New Wave and your Indie Band

I’m reading this book Talking To Girls About Duran Duran by Rob Sheffield and it got me really thinking about the power of new wave and the long term effects that it has had on the music industry and what we could learn from these artists. There was something incredibly fascinating to me about this book and there has rapidly become something incredibly fascinating about new wave as a genre. It has made me come to terms with the fact that if you want to be a successful band you need to have the all inclusive approach that the new wave bands had. They crossed a broad variety of art forms and methods of expression with their music and that is, I think, extremely important if you want to properly grow your band and have fans who are devoted over the long term to your band and what you bring to the table. By understanding this you might just be able to create a product with longer staying power than anything else you have ever done.

So first let’s talk about the music – the music was set up such that it appealed from first listen. Even some of the weirder elements in the genre, your Haysi Fantayzee’s and Kajagoogoo’s if you will were crafting pop songs that made sense right off the bat. Sure they were broadcast by weird and confused British kids but that was a big part of the fun. There are a ton of people out there who really appreciate new wave on a purely musical level. They have never obsessed over MTV videos, they have never thought about how a lot of these songs were built on an impending western fear of nuclear war, they just want to sing ‘Psycho Killer’ and that’s fine. So the point being, if you’re trying to create cool artsy music the first step is to focus on the music, that’s going to get a lot more people jumping off from the first.

Yet the music was the only entry point, and this is where it got interesting. Perhaps the visual aesthetic was the most enduring part of the new wave movement. The most important part of the visual aesthetic of the new wave movement was probably the hair. I’m not just talking about A Flock Of Seagulls either.
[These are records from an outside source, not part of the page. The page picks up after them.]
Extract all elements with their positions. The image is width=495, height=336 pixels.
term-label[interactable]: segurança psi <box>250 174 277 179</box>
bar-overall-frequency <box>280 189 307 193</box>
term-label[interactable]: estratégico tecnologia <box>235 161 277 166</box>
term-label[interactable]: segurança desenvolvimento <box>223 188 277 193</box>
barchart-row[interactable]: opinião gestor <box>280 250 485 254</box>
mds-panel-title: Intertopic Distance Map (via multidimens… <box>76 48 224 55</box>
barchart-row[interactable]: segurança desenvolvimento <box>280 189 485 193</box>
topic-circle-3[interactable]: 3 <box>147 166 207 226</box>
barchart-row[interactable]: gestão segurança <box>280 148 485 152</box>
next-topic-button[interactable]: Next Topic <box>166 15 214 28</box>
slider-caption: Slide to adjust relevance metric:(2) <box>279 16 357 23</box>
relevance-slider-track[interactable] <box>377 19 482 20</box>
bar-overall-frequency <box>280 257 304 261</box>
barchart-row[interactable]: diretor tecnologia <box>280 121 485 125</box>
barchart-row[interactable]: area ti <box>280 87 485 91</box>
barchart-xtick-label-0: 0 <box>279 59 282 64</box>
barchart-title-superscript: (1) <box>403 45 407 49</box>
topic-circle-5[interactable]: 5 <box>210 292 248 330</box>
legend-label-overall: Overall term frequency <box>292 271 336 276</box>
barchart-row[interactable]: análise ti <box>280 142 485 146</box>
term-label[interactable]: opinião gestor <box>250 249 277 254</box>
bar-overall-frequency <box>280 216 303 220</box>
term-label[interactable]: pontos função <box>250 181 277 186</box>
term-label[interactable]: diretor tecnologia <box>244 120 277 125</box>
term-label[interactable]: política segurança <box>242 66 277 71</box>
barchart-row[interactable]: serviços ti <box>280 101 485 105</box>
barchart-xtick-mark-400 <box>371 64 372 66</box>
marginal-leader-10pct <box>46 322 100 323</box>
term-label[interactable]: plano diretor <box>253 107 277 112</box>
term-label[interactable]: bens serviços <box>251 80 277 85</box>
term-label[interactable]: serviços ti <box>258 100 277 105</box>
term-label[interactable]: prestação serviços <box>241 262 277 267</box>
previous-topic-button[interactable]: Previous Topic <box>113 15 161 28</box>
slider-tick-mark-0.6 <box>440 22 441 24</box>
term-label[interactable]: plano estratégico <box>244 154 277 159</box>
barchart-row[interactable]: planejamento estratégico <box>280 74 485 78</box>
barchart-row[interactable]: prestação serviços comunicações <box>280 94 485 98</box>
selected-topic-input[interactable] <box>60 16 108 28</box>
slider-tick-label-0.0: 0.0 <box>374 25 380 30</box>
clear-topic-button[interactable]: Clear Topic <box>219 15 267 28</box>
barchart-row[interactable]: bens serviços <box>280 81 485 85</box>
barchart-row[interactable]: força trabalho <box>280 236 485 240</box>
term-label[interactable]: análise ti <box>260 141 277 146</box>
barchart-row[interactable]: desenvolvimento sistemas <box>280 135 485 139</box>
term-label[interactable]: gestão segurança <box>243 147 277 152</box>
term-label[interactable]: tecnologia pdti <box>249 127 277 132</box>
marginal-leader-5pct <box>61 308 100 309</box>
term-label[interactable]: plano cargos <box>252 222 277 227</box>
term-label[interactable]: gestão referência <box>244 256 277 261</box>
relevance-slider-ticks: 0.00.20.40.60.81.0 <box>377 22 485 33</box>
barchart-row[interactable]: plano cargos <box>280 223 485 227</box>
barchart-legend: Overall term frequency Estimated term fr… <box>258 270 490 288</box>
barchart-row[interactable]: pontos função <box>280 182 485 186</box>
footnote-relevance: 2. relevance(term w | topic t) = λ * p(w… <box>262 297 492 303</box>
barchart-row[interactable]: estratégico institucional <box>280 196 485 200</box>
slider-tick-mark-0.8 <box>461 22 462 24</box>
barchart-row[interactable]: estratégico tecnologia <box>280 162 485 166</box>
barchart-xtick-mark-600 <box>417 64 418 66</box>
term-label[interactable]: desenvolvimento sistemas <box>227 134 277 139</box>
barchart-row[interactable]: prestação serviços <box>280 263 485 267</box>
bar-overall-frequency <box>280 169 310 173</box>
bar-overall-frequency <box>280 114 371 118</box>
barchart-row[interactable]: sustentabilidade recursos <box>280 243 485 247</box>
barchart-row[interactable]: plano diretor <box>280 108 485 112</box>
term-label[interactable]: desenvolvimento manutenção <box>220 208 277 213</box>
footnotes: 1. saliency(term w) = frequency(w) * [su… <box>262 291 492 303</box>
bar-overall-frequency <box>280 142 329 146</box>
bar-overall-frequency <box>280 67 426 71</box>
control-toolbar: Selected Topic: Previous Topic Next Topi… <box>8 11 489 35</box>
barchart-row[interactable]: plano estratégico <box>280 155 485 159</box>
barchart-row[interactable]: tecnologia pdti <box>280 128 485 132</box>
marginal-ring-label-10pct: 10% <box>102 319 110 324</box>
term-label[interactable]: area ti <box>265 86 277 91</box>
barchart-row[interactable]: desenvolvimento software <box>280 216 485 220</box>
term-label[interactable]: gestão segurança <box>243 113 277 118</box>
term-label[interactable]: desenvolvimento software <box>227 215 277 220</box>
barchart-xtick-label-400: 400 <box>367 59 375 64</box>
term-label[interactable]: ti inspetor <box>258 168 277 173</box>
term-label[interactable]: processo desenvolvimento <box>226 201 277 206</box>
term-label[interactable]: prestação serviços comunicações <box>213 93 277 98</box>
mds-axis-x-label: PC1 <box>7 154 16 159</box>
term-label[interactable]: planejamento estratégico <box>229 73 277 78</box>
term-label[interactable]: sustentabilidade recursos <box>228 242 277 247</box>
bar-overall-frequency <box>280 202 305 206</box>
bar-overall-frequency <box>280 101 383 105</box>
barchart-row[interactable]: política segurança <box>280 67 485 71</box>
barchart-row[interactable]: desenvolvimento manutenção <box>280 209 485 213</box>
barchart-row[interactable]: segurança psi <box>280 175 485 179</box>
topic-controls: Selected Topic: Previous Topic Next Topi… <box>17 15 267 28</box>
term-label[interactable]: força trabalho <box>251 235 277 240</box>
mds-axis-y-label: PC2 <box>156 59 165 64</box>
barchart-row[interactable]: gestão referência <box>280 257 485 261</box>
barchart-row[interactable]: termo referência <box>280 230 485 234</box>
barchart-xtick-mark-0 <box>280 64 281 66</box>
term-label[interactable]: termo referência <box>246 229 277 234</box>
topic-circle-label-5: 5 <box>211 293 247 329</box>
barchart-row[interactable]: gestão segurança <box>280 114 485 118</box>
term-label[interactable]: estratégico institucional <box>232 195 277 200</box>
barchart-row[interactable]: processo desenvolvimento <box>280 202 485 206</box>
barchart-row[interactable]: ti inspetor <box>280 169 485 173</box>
There were key hairstyle elements that defined everyone from Duran Duran to Haysi Fantayzee. Of course this was only the jumping off point visually, the other keys of course included some of the images of nuclear war but also the sort of bizarre image pushed forward by Men Without Hits and bands of that ilk. There was a certain ethereal magic, but it all was deeply informed. Many of these bands focused just as much on their look as the music, some of them focused even more on it. I know that sounds silly to some of you but the end result was something that wasn’t only deeply thought out but also had the potential to appeal for literal decades to come.

Then of course there was the ideology. What’s fascinating to me about new wave is that it was all informed about the presumably incoming nuclear war. While heavy metal used this as an excuse to release some truly heavy and depraved music, new wave artists took their time to create perhaps more nuanced viewpoints that not only reflected on the bitter realities of the world but also seemed to realize the inherent silliness of it all. These artists were coming up in a bleak time and they found something to laugh at but never sacrificed the seriousness of what was being done. The point being – even though the music could be taken as an explicitly political experience, especially if you carefully selected the bands you spun it didn’t have to be. So for the fans who chose to dig they had that, for those who just wanted to jam they had that too. And that’s where start to get to the lessons that modern bands can best take from new wave.

The point being – you don’t need to explicitly apply any of this if you want to be successful but it can certainly be helpful if you choose to. If someone as clearly pretentious and art school-esque as Kajagoogoo with their patently bizarre hair and at best average music can be successful then maybe you can use that to help grow your very good music into something all inclusive. People talk about how things are so hard to run with social media and all that naff but when it comes down to it, these folks were creating just as much content as the most savvy social media star is today. They didn’t have Youtube, they had MTV and AM radio, but they still did their best to build content relevant to the platforms they had. New wave is objectively one of the weirdest things to happen to music in the last fifty years, and it pretty definitively shaped popular music for the rest of time.

This isn’t something you necessarily need to take to heart. It isn’t something that is going to make or break your band, but it’s a great way to do a case study of marketing. What I have found is that anytime I analyze a genre for that made it popular I learn a lot about how music is pushed and what draws people to music. This isn’t always a self evident thing but it’s certainly the type of thing that is going to push then needle for any band. It’s going to help you realize what makes your band special and grow into a scene that is relevant and interesting. I know that’s a struggle sometimes, but if you can’t embrace it why even bother?